- Assignment -
Repeat, line for line, only the span that opens at the "At what (x,y)" line and closes at the final line below. Skip the pictures.

- Items from a dataset -
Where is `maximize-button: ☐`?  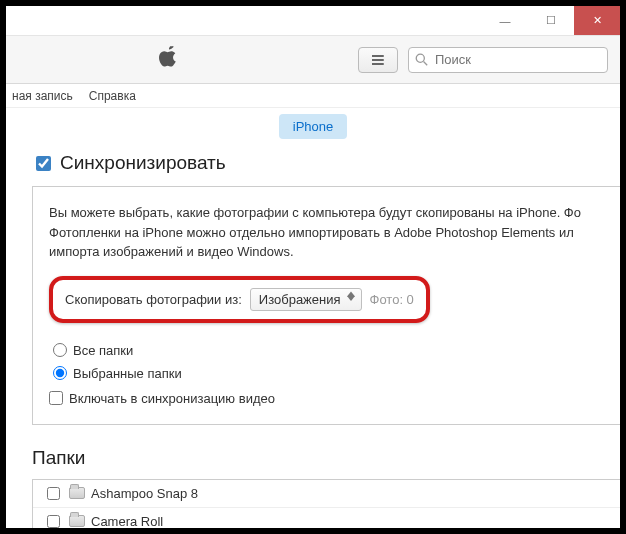
maximize-button: ☐ is located at coordinates (551, 20).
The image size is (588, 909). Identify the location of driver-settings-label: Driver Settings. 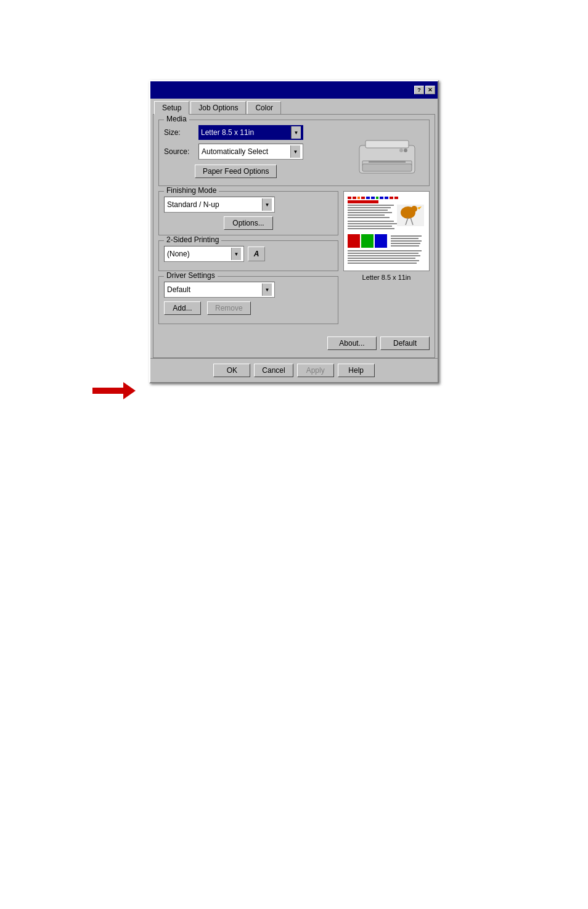
(191, 275).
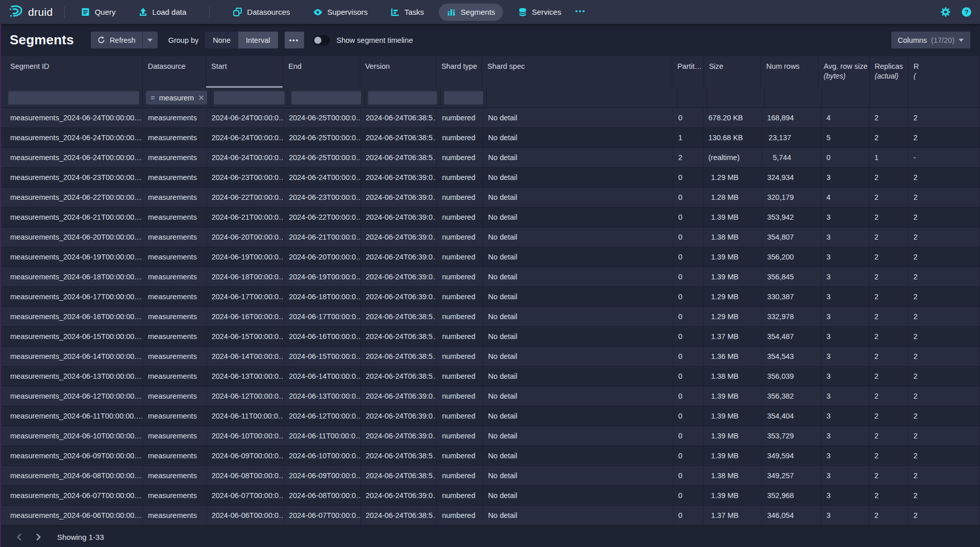 The width and height of the screenshot is (980, 547). I want to click on column-label: Shard spec, so click(506, 66).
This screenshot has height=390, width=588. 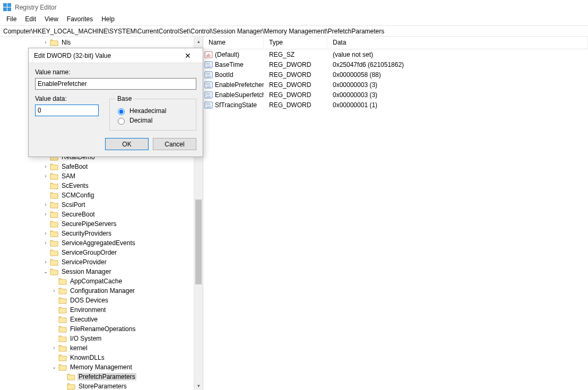 What do you see at coordinates (121, 111) in the screenshot?
I see `radio-hexadecimal` at bounding box center [121, 111].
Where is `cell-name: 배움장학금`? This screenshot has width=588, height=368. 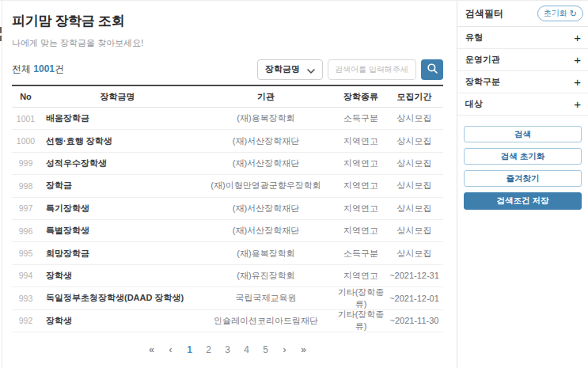 cell-name: 배움장학금 is located at coordinates (117, 119).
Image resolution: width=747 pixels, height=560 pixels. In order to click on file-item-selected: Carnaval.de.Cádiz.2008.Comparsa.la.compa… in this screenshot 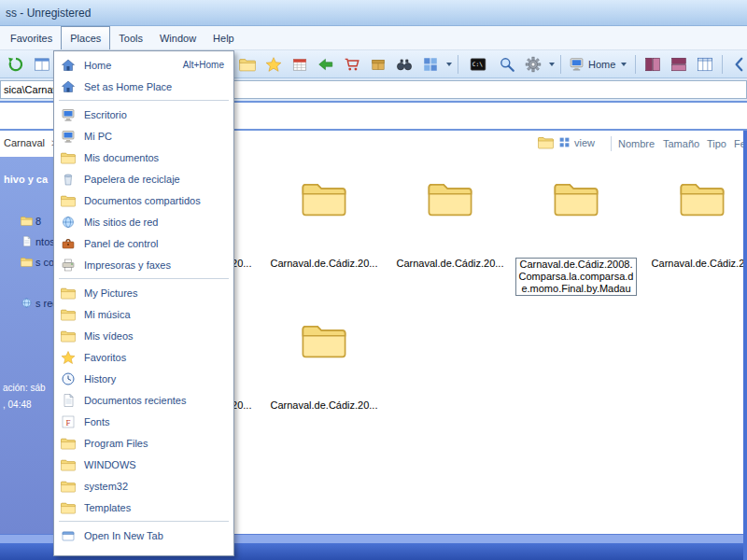, I will do `click(576, 245)`.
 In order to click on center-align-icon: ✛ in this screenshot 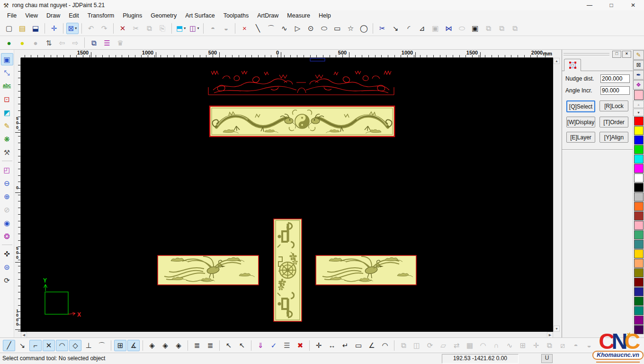, I will do `click(536, 346)`.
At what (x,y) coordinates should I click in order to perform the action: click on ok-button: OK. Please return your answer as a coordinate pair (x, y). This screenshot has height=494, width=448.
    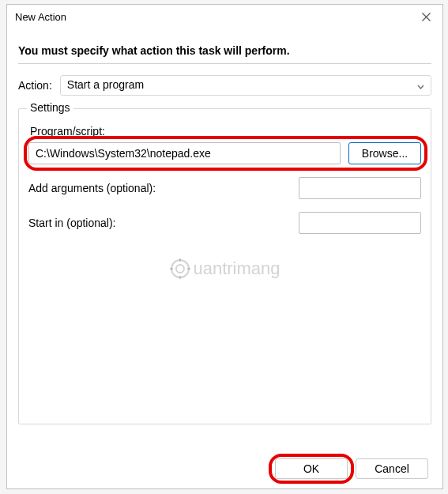
    Looking at the image, I should click on (311, 469).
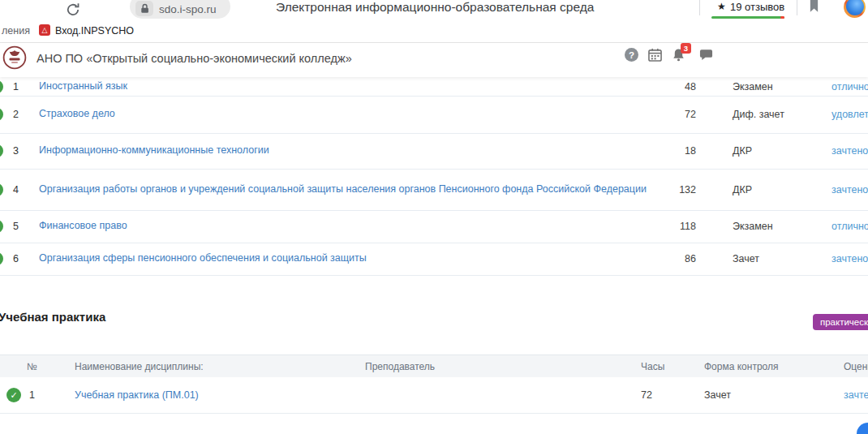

- Final answer -
At what (x,y) coordinates should I click in order to perform the action: click on ok-button: OK. Please return your answer as a coordinate pair (x, y). This screenshot has height=494, width=448.
    Looking at the image, I should click on (311, 469).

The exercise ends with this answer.